Oxford University researchers who studied the Games from 1960 to 2012 found that the Games overrun with 100 percent consistency. Greece had a cost overrun of 97 percent, and in the researchers’ words: “For a city and nation to decide to host the Olympic Games is to take on one of the most financially risky type of mega project that exists.” The digital risk is different in character — not cost overruns, but identity gaps. Not excess spending, but a failure to spend on the right things early enough. The cost of establishing permanent digital infrastructure before the Games is modest in comparison with any physical venue.

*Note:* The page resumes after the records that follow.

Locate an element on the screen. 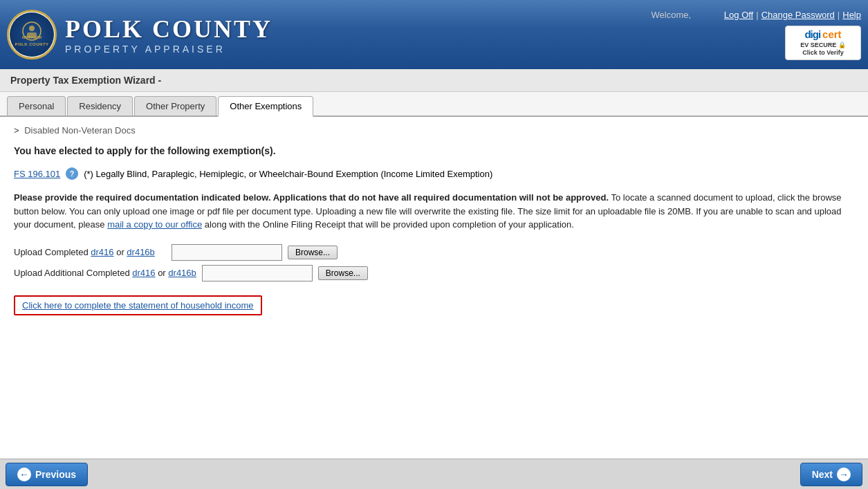  previous-arrow-icon: ← is located at coordinates (24, 474).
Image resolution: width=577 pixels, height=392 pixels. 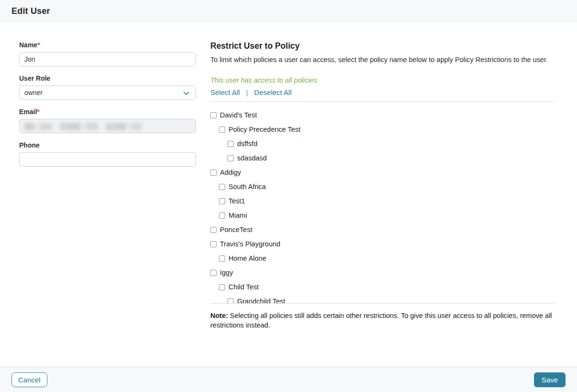 I want to click on policy-label: David's Test, so click(x=238, y=115).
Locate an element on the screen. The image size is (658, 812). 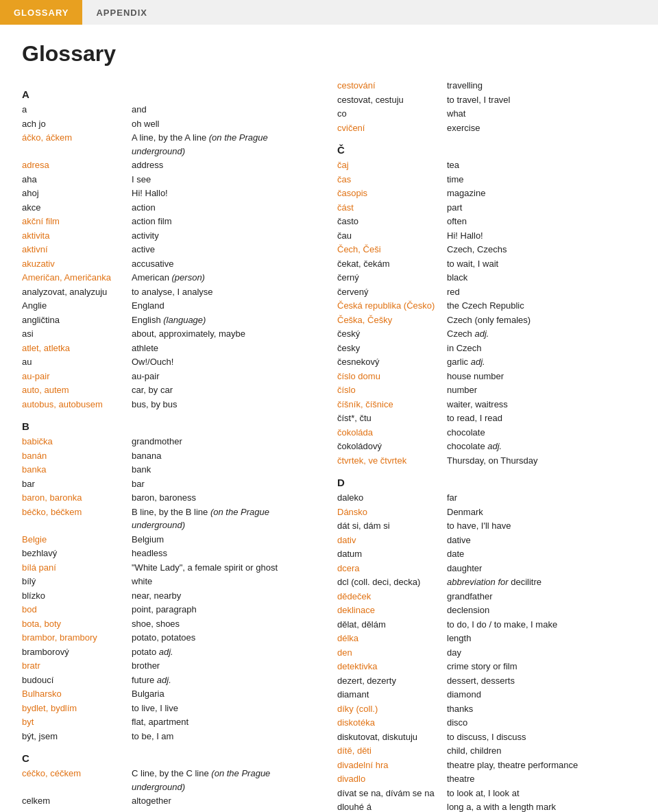
table-row: českýCzech adj. is located at coordinates (487, 334).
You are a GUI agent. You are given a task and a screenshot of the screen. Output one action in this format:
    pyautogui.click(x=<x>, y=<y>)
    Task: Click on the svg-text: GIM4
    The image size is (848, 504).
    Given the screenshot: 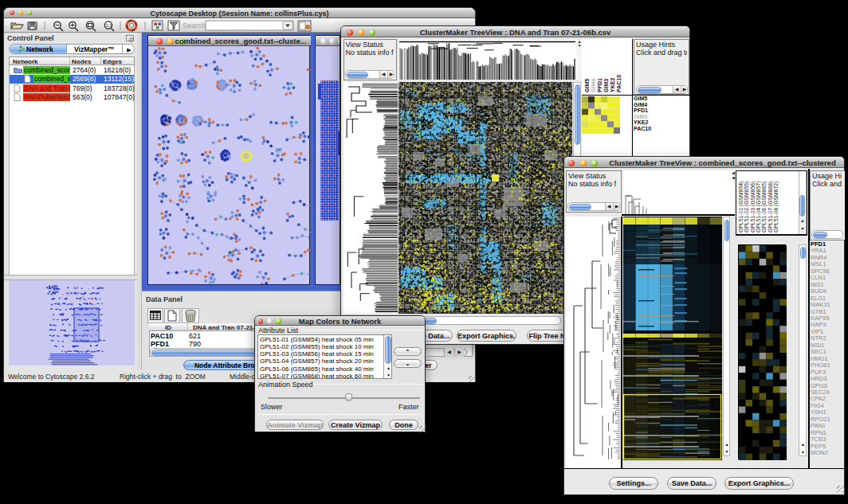 What is the action you would take?
    pyautogui.click(x=593, y=86)
    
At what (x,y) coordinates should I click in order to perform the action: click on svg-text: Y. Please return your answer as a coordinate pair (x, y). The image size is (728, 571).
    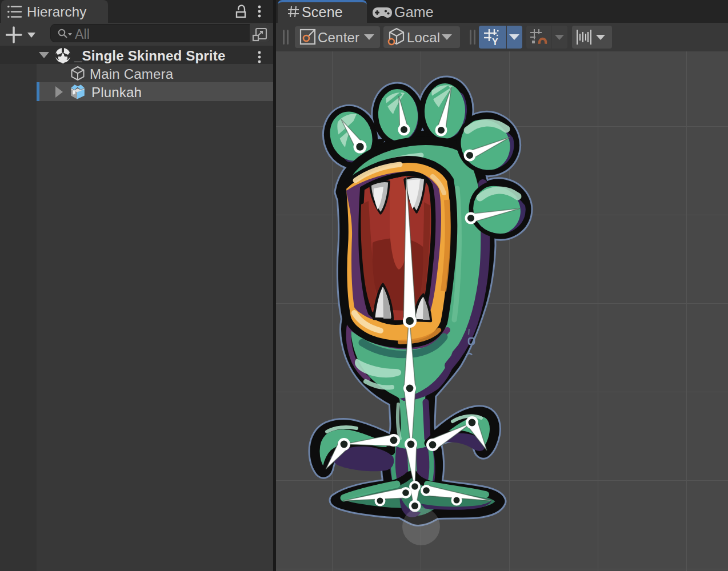
    Looking at the image, I should click on (495, 41).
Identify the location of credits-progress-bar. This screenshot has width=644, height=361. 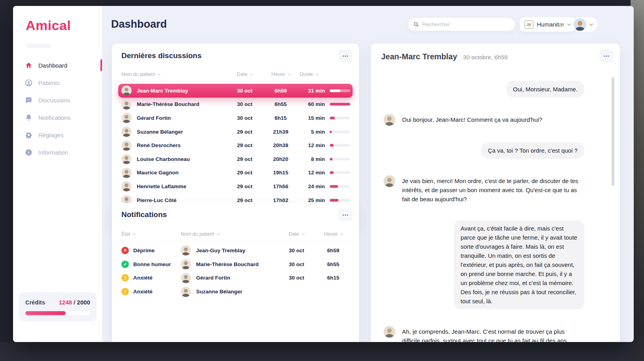
(58, 313).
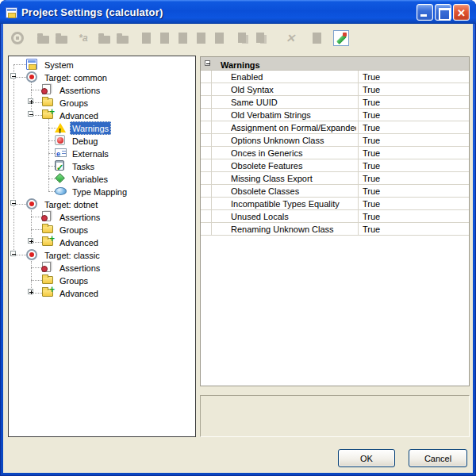 The height and width of the screenshot is (476, 476). Describe the element at coordinates (443, 13) in the screenshot. I see `maximize-icon` at that location.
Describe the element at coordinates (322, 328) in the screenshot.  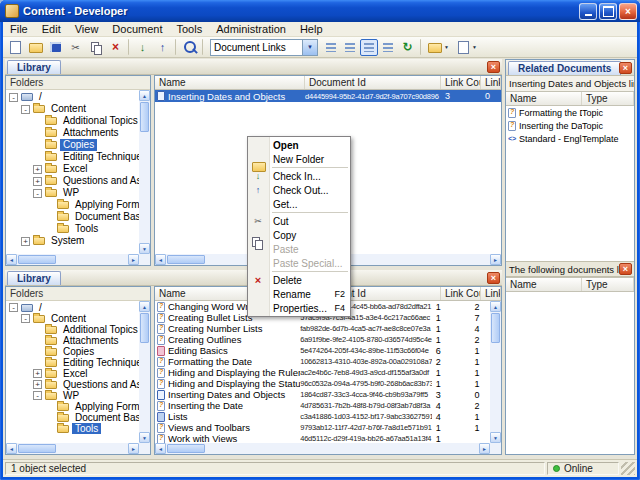
I see `table-row: Creating Number Lists fab982de-6d7b-4ca5…` at that location.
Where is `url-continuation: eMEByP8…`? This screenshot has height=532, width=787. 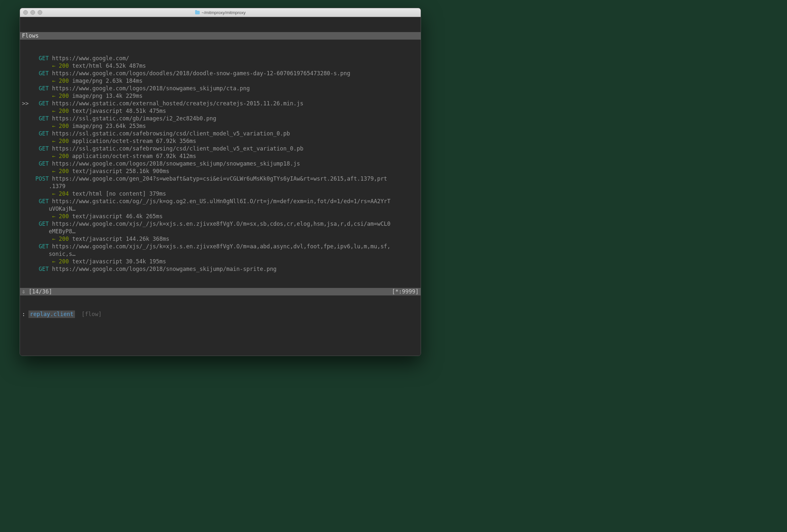 url-continuation: eMEByP8… is located at coordinates (220, 231).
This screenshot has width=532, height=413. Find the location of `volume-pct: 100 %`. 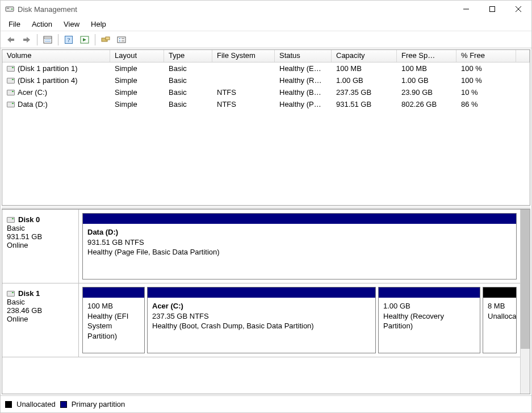

volume-pct: 100 % is located at coordinates (486, 68).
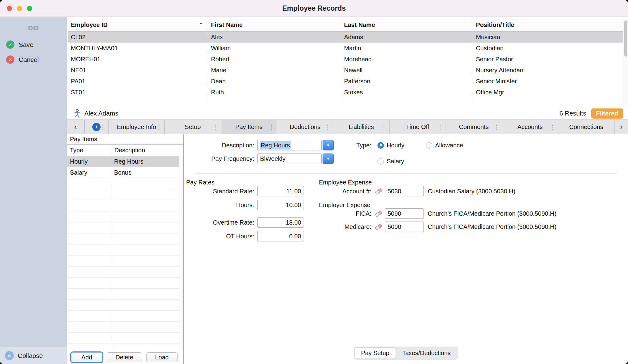  What do you see at coordinates (407, 59) in the screenshot?
I see `cell-last-name: Morehead` at bounding box center [407, 59].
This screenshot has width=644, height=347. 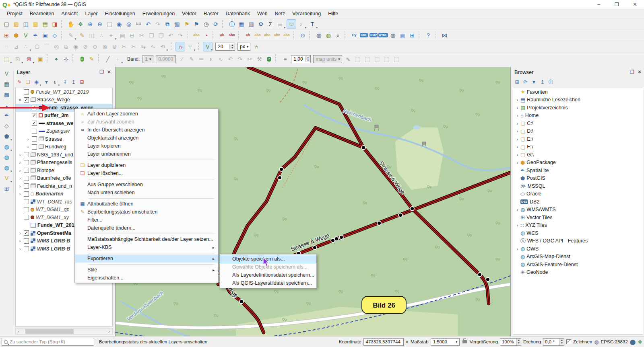 What do you see at coordinates (147, 228) in the screenshot?
I see `menu-change-data-source: Datenquelle ändern... ▸` at bounding box center [147, 228].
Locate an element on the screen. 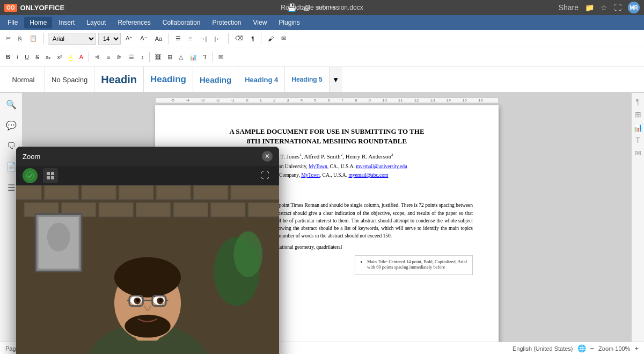  table-right-icon: ⊞ is located at coordinates (638, 114).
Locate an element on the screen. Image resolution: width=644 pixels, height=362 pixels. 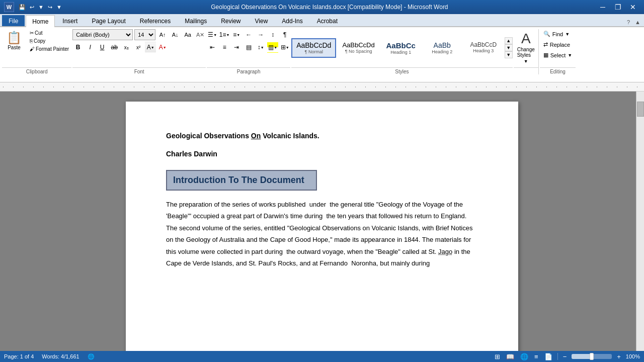
tab-page-layout: Page Layout is located at coordinates (109, 21).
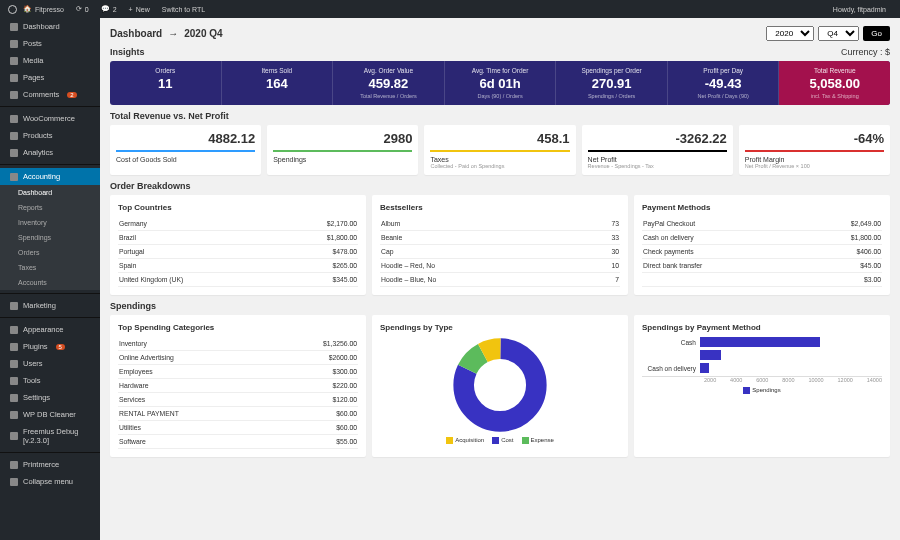 The width and height of the screenshot is (900, 540). I want to click on sidebar-subitem: Taxes, so click(50, 268).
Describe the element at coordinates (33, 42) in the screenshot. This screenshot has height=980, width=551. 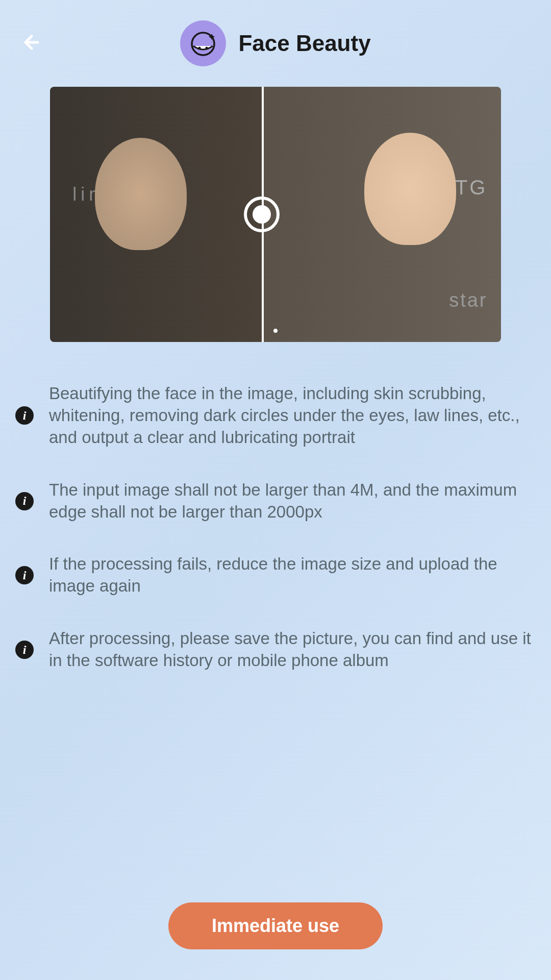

The cost of not having done it — of arriving in 2032 without a permanent, governed, enduring digital identity for Queensland and Brisbane — is a legacy gap that no amount of post-hoc archival work can close.

Brisbane 2032 organisers’ strong focus on including the regions and legacy planning distinguishes these games from past events. Brisbane isn’t looking for just a glossy four-week city show. The aim is to boost the broader region with future-focused, sustainable facilities and infrastructure. These will have lasting social, environmental and economic benefits. Future-focused and sustainable — those words carry the weight of commitment. They describe a Games conceived not as an event to be hosted but as a moment to be built from. The digital infrastructure of Brisbane 2032 can be that too: not a temporary delivery mechanism for a fortnight of global attention, but a permanent layer of identity for Queensland and its cities that will be as useful in 2042 as it was in 2032.

The physical ruins of previous Games — the overgrown velodrome tracks, the closed swimming pools, the volleyball courts whose bleachers are caked in dust — have taught the world that building for the event is not the same as building for the city. Brisbane 2032 has heard that lesson and committed to applying it in concrete and steel. The remaining task is to apply it with equal conviction to the digital layer — the namespaces, the identity infrastructure, the permanent addresses that will anchor Queensland’s moment in the world’s attention to something that outlasts the organising committee, the closing ceremony, and the years in which the broadcast footage grows old.

That infrastructure does not build itself. It requires the same early decision, the same civic deliberateness, and the same long view that distinguishes London’s Queen Elizabeth Olympic Park from Athens’ lapsed domains. Brisbane 2032 is, by the account of both the IOC and the IPC, the first Games to have genuinely absorbed the lessons of its predecessors at the level of strategic commitment. The question that will define its actual legacy — the one that will be legible in 2052 — is whether that commitment extended, with full seriousness, into the digital layer that no one photographs when it collapses, but everyone notices when it is no longer there.